Submissions from 1992

It used to be that you could call DC Comics and ask them to send you a script to work from. You’d send copies of your work back – in my case pencils – and sometime in the future you’d get a response. The form rejection letters always came in cool DC logo envelopes and on DC comic character stationery. It made it doubly worse to get excited to see one of those in your mail only to have it be an anonymous “No,” without any explanation why your work was being rejected.

DC no longer accepts unsolicited submissions, preferring to use their comic convention sample review for new artists, as well as artists that have proved themselves by getting work with other publishers. The web now also offers an easy way to gain exposure and come to the attention of publishers. But in 1992 it was still all done by phone call and mail.

Green Lantern Showcase

Download the Submissions from 1992 PDF. You’ll enjoy it more if you read the blog post first.

I found another piece from 1989 when I was still using nibs for inking. Grey Armor was a Sunday-style strip. I don’t think I actually ever sent this to anyone, which was odd for me. There was a little brush used on the pile of bodies and the silhouette of the main character in the last panel. Scanned from a photocopy.


Green Lantern vied with Batman for my favourite DC character. Gil Kane was a huge influence in helping me understand the structural basics of good figure drawing in a way that made sense to me. So when DC said they had a GL script they could send me, I jumped on that. I remember painstakingly working on those five pages, drawing and redrawing, doing my best to avoid the dislocated limbs I was prone to rendering.

I have no idea what happened to the original pages. I may have sold them at a convention appearance. I honestly don’t remember. Scanned from photocopies.


After getting the rejection letter for Green Lantern, I called them up again and got a Martian Manhunter script. The storytelling in this one is okay, but I didn’t really do justice to J’onn himself. His head in the top right on the third page is the only one I think works.

Same situation as GL on the original pages. Scanned from photocopies.


The four Marvel characters are ones I had a lot of affection for. Starlin’s Warlock was frikking brilliant. Steranko on Nick Fury. A couple of good runs on Captain America, with Roger Stern & John Byrne standing out. And Miller & Janson on Daredevil.

The first version is the original from 1992 and is overly linear as my style was then. The second is from the late 90s and has black spotted in.


When I started working on the mini series for Alpha, Ron Fortier quite liked the Marvel Four, and asked me to do a version for him with the Alpha characters. That’s Gideon King – the Nightmark – in the trenchcoat, Totem and his lady teammate crouching (sorry, I forget her name), and it was Lady Liberty (I think) arcing in the background.


Up next : Nightmark : Blood & Honor for Alpha Productions.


* _WHAT IS EXPECTED_
From the material below, copy out each line with the word "scale" in it.

※ ※ ※

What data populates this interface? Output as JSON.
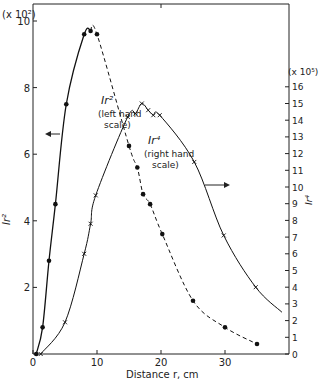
{
  "chart_data": {
    "type": "line",
    "title": "",
    "xlabel": "Distance r,  cm",
    "ylabel_left": "Ir²",
    "ylabel_right": "Ir⁴",
    "left_multiplier": "(x 10²)",
    "right_multiplier": "(x 10⁵)",
    "xlim": [
      0,
      40
    ],
    "ylim_left": [
      0,
      10.4
    ],
    "ylim_right": [
      0,
      16.5
    ],
    "x_ticks": [
      0,
      10,
      20,
      30
    ],
    "y_ticks_left": [
      2,
      4,
      6,
      8,
      10
    ],
    "y_ticks_right": [
      0,
      1,
      2,
      3,
      4,
      5,
      6,
      7,
      8,
      9,
      10,
      11,
      12,
      13,
      14,
      15,
      16
    ],
    "grid": false,
    "series": [
      {
        "name": "Ir² (left hand scale)",
        "axis": "left",
        "marker": "dot",
        "x": [
          0.5,
          1.5,
          2.5,
          3.5,
          5.2,
          8.0,
          9.0,
          10.0,
          15.0,
          16.3,
          17.2,
          18.3,
          20.2,
          25.0,
          30.0,
          35.0
        ],
        "values": [
          0,
          0.8,
          2.8,
          4.5,
          7.5,
          9.6,
          9.7,
          9.6,
          6.25,
          5.6,
          4.8,
          4.5,
          3.6,
          1.6,
          0.8,
          0.3
        ]
      },
      {
        "name": "Ir⁴ (right hand scale)",
        "axis": "right",
        "marker": "x",
        "x": [
          1.2,
          5.0,
          8.0,
          9.0,
          9.8,
          14.8,
          16.0,
          17.0,
          18.0,
          18.8,
          19.8,
          25.2,
          29.8,
          34.8
        ],
        "values": [
          0,
          1.9,
          6.0,
          7.8,
          9.5,
          14.2,
          14.4,
          15.0,
          14.6,
          14.3,
          14.3,
          11.5,
          7.1,
          4.0
        ]
      }
    ],
    "annotations": [
      {
        "text": "Ir²",
        "sub": "(left hand",
        "sub2": "scale)"
      },
      {
        "text": "Ir⁴",
        "sub": "(right hand",
        "sub2": "scale)"
      }
    ]
  },
  "labels": {
    "left_mult": "(x 10²)",
    "right_mult": "(x 10⁵)",
    "ylabel_left": "Ir²",
    "ylabel_right": "Ir⁴",
    "xlabel": "Distance r,  cm",
    "ann1_a": "Ir²",
    "ann1_b": "(left hand",
    "ann1_c": "scale)",
    "ann2_a": "Ir⁴",
    "ann2_b": "(right hand",
    "ann2_c": "scale)"
  }
}
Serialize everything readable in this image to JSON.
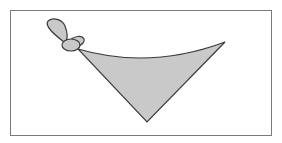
{
  "figure": {
    "colors": {
      "fill": "#c9c9c9",
      "stroke": "#3a3a3a",
      "frame": "#7a7a7a",
      "background": "#ffffff"
    }
  }
}
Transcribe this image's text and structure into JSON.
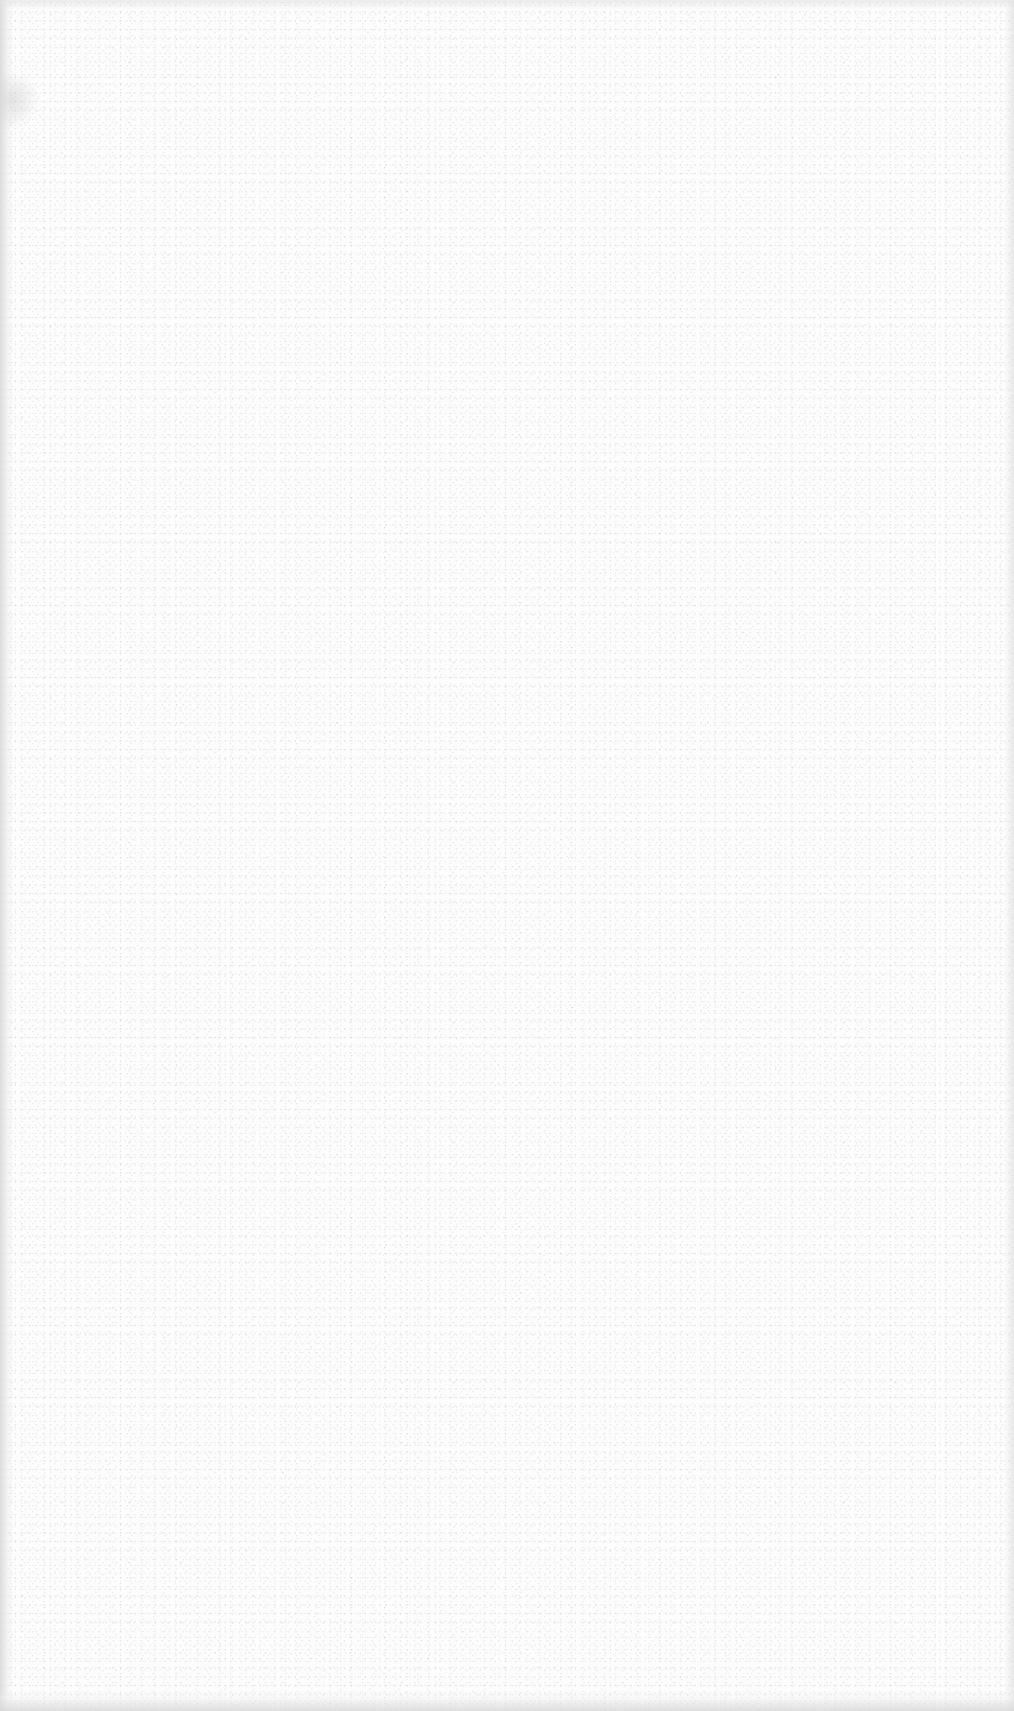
{
  "page": {
    "type": "blank-scanned-page",
    "background_color": "#fdfdfd",
    "texture": "paper-speckle-noise",
    "content": []
  }
}
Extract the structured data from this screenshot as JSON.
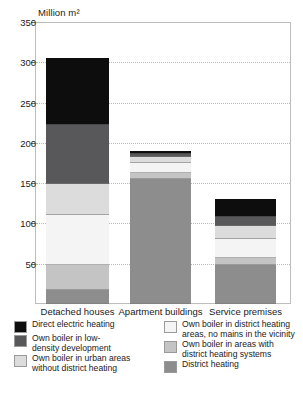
{
  "axis": {
    "y_title": "Million m²",
    "y_ticks": [
      "350",
      "300",
      "250",
      "200",
      "150",
      "100",
      "50"
    ],
    "y_min": 0,
    "y_max": 350
  },
  "categories": [
    {
      "label": "Detached houses"
    },
    {
      "label": "Apartment buildings"
    },
    {
      "label": "Service premises"
    }
  ],
  "legend": {
    "left": [
      {
        "name": "direct-electric-heating",
        "color": "#0d0d0d",
        "line1": "Direct electric heating",
        "line2": ""
      },
      {
        "name": "own-boiler-low-density",
        "color": "#58585a",
        "line1": "Own boiler in low-",
        "line2": "density development"
      },
      {
        "name": "own-boiler-urban-no-dh",
        "color": "#dcdcdc",
        "line1": "Own boiler in urban areas",
        "line2": "without district heating"
      }
    ],
    "right": [
      {
        "name": "own-boiler-dh-area-no-mains",
        "color": "#f4f4f4",
        "line1": "Own boiler in district heating",
        "line2": "areas, no mains in the vicinity"
      },
      {
        "name": "own-boiler-areas-with-dh",
        "color": "#c4c4c4",
        "line1": "Own boiler in areas with",
        "line2": "district heating systems"
      },
      {
        "name": "district-heating",
        "color": "#8d8d8d",
        "line1": "District heating",
        "line2": ""
      }
    ]
  },
  "chart_data": {
    "type": "bar",
    "stacked": true,
    "title": "",
    "xlabel": "",
    "ylabel": "Million m²",
    "ylim": [
      0,
      350
    ],
    "ytick_step": 50,
    "grid": true,
    "legend_position": "bottom",
    "categories": [
      "Detached houses",
      "Apartment buildings",
      "Service premises"
    ],
    "series": [
      {
        "name": "District heating",
        "color": "#8d8d8d",
        "values": [
          17,
          155,
          48
        ]
      },
      {
        "name": "Own boiler in areas with district heating systems",
        "color": "#c4c4c4",
        "values": [
          31,
          8,
          9
        ]
      },
      {
        "name": "Own boiler in district heating areas, no mains in the vicinity",
        "color": "#f4f4f4",
        "values": [
          62,
          12,
          24
        ]
      },
      {
        "name": "Own boiler in urban areas without district heating",
        "color": "#dcdcdc",
        "values": [
          39,
          7,
          16
        ]
      },
      {
        "name": "Own boiler in low-density development",
        "color": "#58585a",
        "values": [
          73,
          4,
          11
        ]
      },
      {
        "name": "Direct electric heating",
        "color": "#0d0d0d",
        "values": [
          83,
          4,
          22
        ]
      }
    ],
    "totals": [
      305,
      190,
      130
    ]
  }
}
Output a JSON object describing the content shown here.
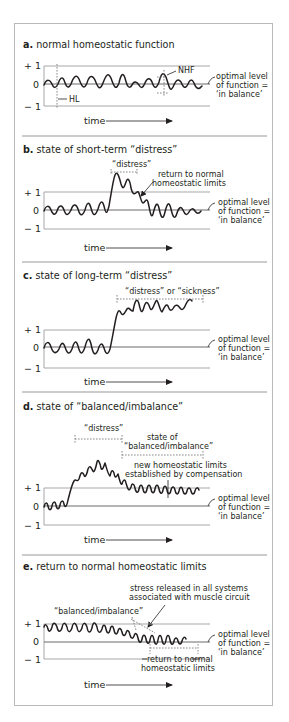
{
  "colors": {
    "ink": "#231f20",
    "frame": "#b9b9b9",
    "axis": "#9d9d9d",
    "separator": "#8c8c8c"
  },
  "axis_ticks": {
    "plus_one": "+ 1",
    "zero": "0",
    "minus_one": "− 1"
  },
  "time_label": "time",
  "optimal_label": {
    "line1": "optimal level",
    "line2": "of function =",
    "line3": "‘in balance’"
  },
  "panels": [
    {
      "letter": "a.",
      "title": "normal homeostatic function",
      "annotations": {
        "hl": "HL",
        "nhf": "NHF"
      }
    },
    {
      "letter": "b.",
      "title": "state of short-term “distress”",
      "annotations": {
        "distress": "“distress”",
        "return1": "return to normal",
        "return2": "homeostatic limits"
      }
    },
    {
      "letter": "c.",
      "title": "state of long-term “distress”",
      "annotations": {
        "distress_sickness": "“distress” or “sickness”"
      }
    },
    {
      "letter": "d.",
      "title": "state of “balanced/imbalance”",
      "annotations": {
        "distress": "“distress”",
        "state1": "state of",
        "state2": "“balanced/imbalance”",
        "new1": "new homeostatic limits",
        "new2": "established by compensation"
      }
    },
    {
      "letter": "e.",
      "title": "return to normal homeostatic limits",
      "annotations": {
        "stress1": "stress released in all systems",
        "stress2": "associated with muscle circuit",
        "balanced": "“balanced/imbalance”",
        "return1": "return to normal",
        "return2": "homeostatic limits"
      }
    }
  ]
}
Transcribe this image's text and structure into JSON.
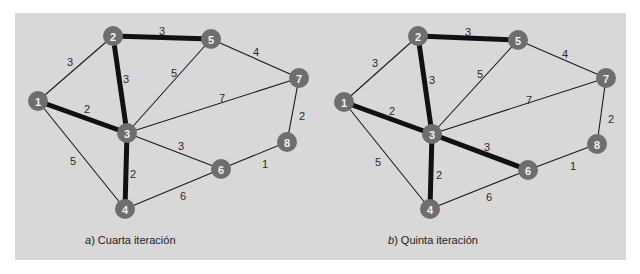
{
  "figure": {
    "panels": [
      {
        "id": "a",
        "caption_letter": "a",
        "caption_text": ") Cuarta iteración",
        "nodes": [
          {
            "id": "1",
            "x": 38,
            "y": 101
          },
          {
            "id": "2",
            "x": 113,
            "y": 36
          },
          {
            "id": "3",
            "x": 127,
            "y": 133
          },
          {
            "id": "4",
            "x": 125,
            "y": 209
          },
          {
            "id": "5",
            "x": 211,
            "y": 39
          },
          {
            "id": "6",
            "x": 221,
            "y": 169
          },
          {
            "id": "7",
            "x": 299,
            "y": 78
          },
          {
            "id": "8",
            "x": 287,
            "y": 142
          }
        ],
        "edges": [
          {
            "from": "1",
            "to": "2",
            "weight": "3",
            "selected": false,
            "lx": 70,
            "ly": 62
          },
          {
            "from": "1",
            "to": "3",
            "weight": "2",
            "selected": true,
            "lx": 87,
            "ly": 109
          },
          {
            "from": "1",
            "to": "4",
            "weight": "5",
            "selected": false,
            "lx": 73,
            "ly": 161
          },
          {
            "from": "2",
            "to": "3",
            "weight": "3",
            "selected": true,
            "lx": 126,
            "ly": 79
          },
          {
            "from": "2",
            "to": "5",
            "weight": "3",
            "selected": true,
            "lx": 162,
            "ly": 31
          },
          {
            "from": "3",
            "to": "5",
            "weight": "5",
            "selected": false,
            "lx": 174,
            "ly": 73
          },
          {
            "from": "3",
            "to": "7",
            "weight": "7",
            "selected": false,
            "lx": 222,
            "ly": 98
          },
          {
            "from": "3",
            "to": "6",
            "weight": "3",
            "selected": false,
            "lx": 181,
            "ly": 146
          },
          {
            "from": "3",
            "to": "4",
            "weight": "2",
            "selected": true,
            "lx": 133,
            "ly": 174
          },
          {
            "from": "4",
            "to": "6",
            "weight": "6",
            "selected": false,
            "lx": 183,
            "ly": 196
          },
          {
            "from": "5",
            "to": "7",
            "weight": "4",
            "selected": false,
            "lx": 256,
            "ly": 52
          },
          {
            "from": "7",
            "to": "8",
            "weight": "2",
            "selected": false,
            "lx": 302,
            "ly": 116
          },
          {
            "from": "6",
            "to": "8",
            "weight": "1",
            "selected": false,
            "lx": 265,
            "ly": 164
          }
        ]
      },
      {
        "id": "b",
        "caption_letter": "b",
        "caption_text": ") Quinta iteración",
        "nodes": [
          {
            "id": "1",
            "x": 344,
            "y": 102
          },
          {
            "id": "2",
            "x": 418,
            "y": 36
          },
          {
            "id": "3",
            "x": 432,
            "y": 134
          },
          {
            "id": "4",
            "x": 430,
            "y": 209
          },
          {
            "id": "5",
            "x": 518,
            "y": 40
          },
          {
            "id": "6",
            "x": 528,
            "y": 170
          },
          {
            "id": "7",
            "x": 606,
            "y": 78
          },
          {
            "id": "8",
            "x": 597,
            "y": 144
          }
        ],
        "edges": [
          {
            "from": "1",
            "to": "2",
            "weight": "3",
            "selected": false,
            "lx": 375,
            "ly": 63
          },
          {
            "from": "1",
            "to": "3",
            "weight": "2",
            "selected": true,
            "lx": 392,
            "ly": 111
          },
          {
            "from": "1",
            "to": "4",
            "weight": "5",
            "selected": false,
            "lx": 378,
            "ly": 162
          },
          {
            "from": "2",
            "to": "3",
            "weight": "3",
            "selected": true,
            "lx": 432,
            "ly": 80
          },
          {
            "from": "2",
            "to": "5",
            "weight": "3",
            "selected": true,
            "lx": 468,
            "ly": 32
          },
          {
            "from": "3",
            "to": "5",
            "weight": "5",
            "selected": false,
            "lx": 480,
            "ly": 74
          },
          {
            "from": "3",
            "to": "7",
            "weight": "7",
            "selected": false,
            "lx": 529,
            "ly": 100
          },
          {
            "from": "3",
            "to": "6",
            "weight": "3",
            "selected": true,
            "lx": 487,
            "ly": 147
          },
          {
            "from": "3",
            "to": "4",
            "weight": "2",
            "selected": true,
            "lx": 439,
            "ly": 175
          },
          {
            "from": "4",
            "to": "6",
            "weight": "6",
            "selected": false,
            "lx": 489,
            "ly": 197
          },
          {
            "from": "5",
            "to": "7",
            "weight": "4",
            "selected": false,
            "lx": 565,
            "ly": 54
          },
          {
            "from": "7",
            "to": "8",
            "weight": "2",
            "selected": false,
            "lx": 611,
            "ly": 119
          },
          {
            "from": "6",
            "to": "8",
            "weight": "1",
            "selected": false,
            "lx": 573,
            "ly": 166
          }
        ]
      }
    ],
    "colors": {
      "panel_background": "#d8d8d8",
      "node_fill": "#6e6e6e",
      "node_label": "#f2f2f2",
      "edge": "#1a1a1a",
      "selected_edge": "#111111"
    }
  }
}
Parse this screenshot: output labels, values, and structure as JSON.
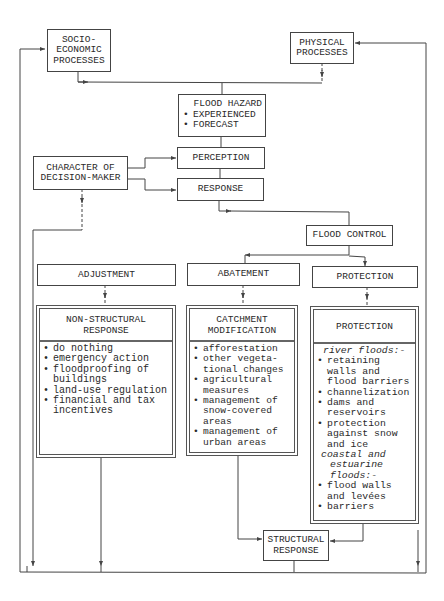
{
  "diagram": {
    "nodes": {
      "socio": {
        "lines": [
          "SOCIO-",
          "ECONOMIC",
          "PROCESSES"
        ]
      },
      "physical": {
        "lines": [
          "PHYSICAL",
          "PROCESSES"
        ]
      },
      "hazard": {
        "title": "FLOOD HAZARD",
        "bullets": [
          "EXPERIENCED",
          "FORECAST"
        ]
      },
      "character": {
        "lines": [
          "CHARACTER OF",
          "DECISION-MAKER"
        ]
      },
      "perception": {
        "label": "PERCEPTION"
      },
      "response": {
        "label": "RESPONSE"
      },
      "flood_control": {
        "label": "FLOOD CONTROL"
      },
      "adjustment": {
        "label": "ADJUSTMENT"
      },
      "abatement": {
        "label": "ABATEMENT"
      },
      "protection": {
        "label": "PROTECTION"
      },
      "non_structural": {
        "title": [
          "NON-STRUCTURAL",
          "RESPONSE"
        ],
        "items": [
          [
            "do nothing"
          ],
          [
            "emergency action"
          ],
          [
            "floodproofing of",
            "buildings"
          ],
          [
            "land-use regulation"
          ],
          [
            "financial and tax",
            "incentives"
          ]
        ]
      },
      "catchment": {
        "title": [
          "CATCHMENT",
          "MODIFICATION"
        ],
        "items": [
          [
            "afforestation"
          ],
          [
            "other vegeta-",
            "tional changes"
          ],
          [
            "agricultural",
            "measures"
          ],
          [
            "management of",
            "snow-covered",
            "areas"
          ],
          [
            "management of",
            "urban areas"
          ]
        ]
      },
      "protection_detail": {
        "title": "PROTECTION",
        "river_heading": "river floods:-",
        "river_items": [
          [
            "retaining",
            "walls and",
            "flood barriers"
          ],
          [
            "channelization"
          ],
          [
            "dams and",
            "reservoirs"
          ],
          [
            "protection",
            "against snow",
            "and ice"
          ]
        ],
        "coastal_heading": [
          "coastal and",
          "estuarine",
          "floods:-"
        ],
        "coastal_items": [
          [
            "flood walls",
            "and levées"
          ],
          [
            "barriers"
          ]
        ]
      },
      "structural": {
        "lines": [
          "STRUCTURAL",
          "RESPONSE"
        ]
      }
    },
    "colors": {
      "line": "#444444",
      "text": "#2a2a2a",
      "background": "#ffffff"
    }
  }
}
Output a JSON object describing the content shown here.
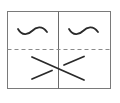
{
  "diagram": {
    "stroke_color": "#2a2a2a",
    "frame_color": "#7a7a7a",
    "dash_color": "#8a8a8a",
    "cells": [
      {
        "id": "top-left",
        "symbol": "wave"
      },
      {
        "id": "top-right",
        "symbol": "wave"
      },
      {
        "id": "bottom",
        "symbol": "crossing-lines"
      }
    ]
  }
}
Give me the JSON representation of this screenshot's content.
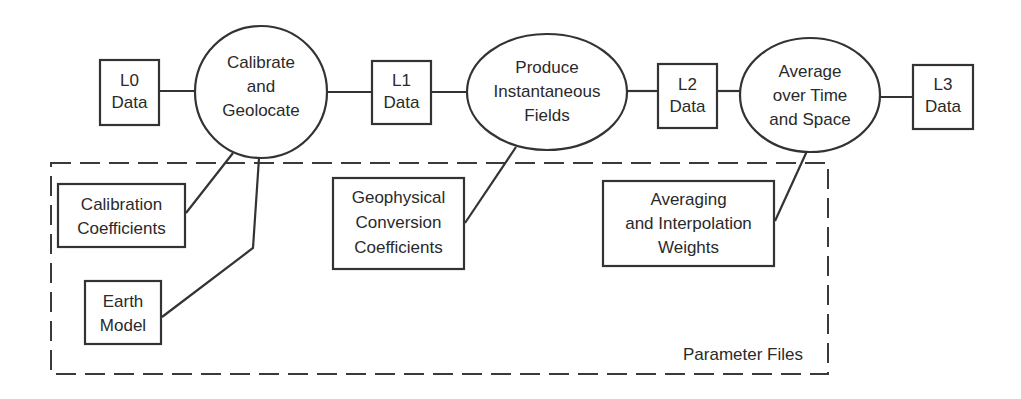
{
  "diagram": {
    "data_products": [
      {
        "id": "l0",
        "lines": [
          "L0",
          "Data"
        ]
      },
      {
        "id": "l1",
        "lines": [
          "L1",
          "Data"
        ]
      },
      {
        "id": "l2",
        "lines": [
          "L2",
          "Data"
        ]
      },
      {
        "id": "l3",
        "lines": [
          "L3",
          "Data"
        ]
      }
    ],
    "processes": [
      {
        "id": "calibrate",
        "lines": [
          "Calibrate",
          "and",
          "Geolocate"
        ]
      },
      {
        "id": "produce",
        "lines": [
          "Produce",
          "Instantaneous",
          "Fields"
        ]
      },
      {
        "id": "average",
        "lines": [
          "Average",
          "over Time",
          "and Space"
        ]
      }
    ],
    "parameters": [
      {
        "id": "calibration-coefficients",
        "lines": [
          "Calibration",
          "Coefficients"
        ],
        "feeds": "calibrate"
      },
      {
        "id": "earth-model",
        "lines": [
          "Earth",
          "Model"
        ],
        "feeds": "calibrate"
      },
      {
        "id": "geophysical-conversion-coefficients",
        "lines": [
          "Geophysical",
          "Conversion",
          "Coefficients"
        ],
        "feeds": "produce"
      },
      {
        "id": "averaging-interpolation-weights",
        "lines": [
          "Averaging",
          "and Interpolation",
          "Weights"
        ],
        "feeds": "average"
      }
    ],
    "parameter_group_label": "Parameter Files",
    "flow": [
      "l0",
      "calibrate",
      "l1",
      "produce",
      "l2",
      "average",
      "l3"
    ],
    "colors": {
      "line": "#333333",
      "text": "#2a2a2a",
      "background": "#ffffff"
    }
  }
}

※ ※ ※

* _THE ANSWER_
        "name": "Ir² (left hand scale)",
        "name": "Ir⁴ (right hand scale)",
        "sub2": "scale)"
        "sub2": "scale)"
    "ann1_c": "scale)",
    "ann2_c": "scale)"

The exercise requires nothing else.